[blockquote]Which is where I have issue with your argument...putting it in modern terms. [/blockquote]
Reiryc - Of course we discuss this in modern terms, we are modern men and women, how could we do otherwise? If you ask the question did the southerners of 1860 think they had the right to succeed from the Union, it is a trivial question, obviously they thought they did. All we can do if we wish to discuss it is to discuss if we (modern men and women) think they were right. That is not to say that we automatically judge everyone who falls short of early 21st century America ethics to be guilty and wrong. It is just to say that we have an advantage of hindsight and distance that might give us some insights not available to men of that time.
For example, white southerners considered slavery oppression. By this I mean if you asked them if they themselves were made into slaves would they feel oppressed, they would answer yes. I don't think anyone would deny this. Yet they felt perfectly free to enslave blacks and would deny that they themselves were oppressers. Since their economy and society was so utterly dependent on black slavery, this is perhaps a natural psychological reaction so that they could both keep their wealth and not live with guilt; but looking back 150 years later, we are more able to see the contradiction or blindness of it, and understand how it affected their behavior.
This is not to say that the southerners were evil, just that they were human and shied away from making some critical but true judgements on their society. I think you see the same things happen all the time in the modern world. Isn't it common place that people "make excuses" for things done by their country (often in war time) that they would never excuse if done by other countries. I am sure I have been one of those people myself some time. Similarly, don't we easily see the errors and contradictions in the beliefs of the other party politically while even intelligent people in that other party are curiously blind to them (and this is true no matter what party the "other" party is). I would sure like to know what blind spots people of 150 years from now will see in our society that we are missing. So if history books from 150 years from now would help us understand our time and behavior better, why doesn't bringing in knowledge gained in the last 150 years help us understand the people of 1860 better?
P.S. As others have pointed out, the problems of enforcing the Fugative Slave Law were not caused at all by the election of Lincoln, and he explicitly committed himself and his government to enforcing the law as best he could. And on top of this, secession in no way solved that problem, but if successful would have made it worse. If this is the best example of Lincoln's oppression that pro-legal secessionists can come up with, I don't think it says much for the strength of that case. Better to just admit like Jonathan that they were not actually oppressed and go with the "we can leave when we want, oppressed or not" argument.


TASK DETAILS
Copy all lines below exactly as written. Leave pictures out.

TASK DATA
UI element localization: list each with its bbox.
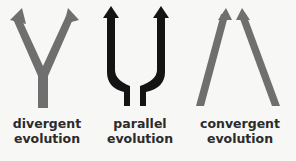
- parallel-label-line1: parallel: [100, 116, 180, 131]
- convergent-arrow-icon: [196, 8, 280, 106]
- divergent-label-line1: divergent: [4, 116, 90, 131]
- convergent-label: convergent evolution: [196, 116, 284, 146]
- divergent-label: divergent evolution: [4, 116, 90, 146]
- parallel-label-line2: evolution: [100, 131, 180, 146]
- divergent-label-line2: evolution: [4, 131, 90, 146]
- convergent-label-line1: convergent: [196, 116, 284, 131]
- divergent-arrow-icon: [10, 8, 79, 108]
- convergent-label-line2: evolution: [196, 131, 284, 146]
- parallel-arrow-icon: [103, 6, 169, 106]
- parallel-label: parallel evolution: [100, 116, 180, 146]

RESPONSE TO THE TASK
UI element localization: list each with its bbox.
- parallel-label-line1: parallel: [100, 116, 180, 131]
- convergent-arrow-icon: [196, 8, 280, 106]
- divergent-label-line1: divergent: [4, 116, 90, 131]
- convergent-label: convergent evolution: [196, 116, 284, 146]
- divergent-label: divergent evolution: [4, 116, 90, 146]
- parallel-label-line2: evolution: [100, 131, 180, 146]
- divergent-label-line2: evolution: [4, 131, 90, 146]
- convergent-label-line1: convergent: [196, 116, 284, 131]
- divergent-arrow-icon: [10, 8, 79, 108]
- convergent-label-line2: evolution: [196, 131, 284, 146]
- parallel-arrow-icon: [103, 6, 169, 106]
- parallel-label: parallel evolution: [100, 116, 180, 146]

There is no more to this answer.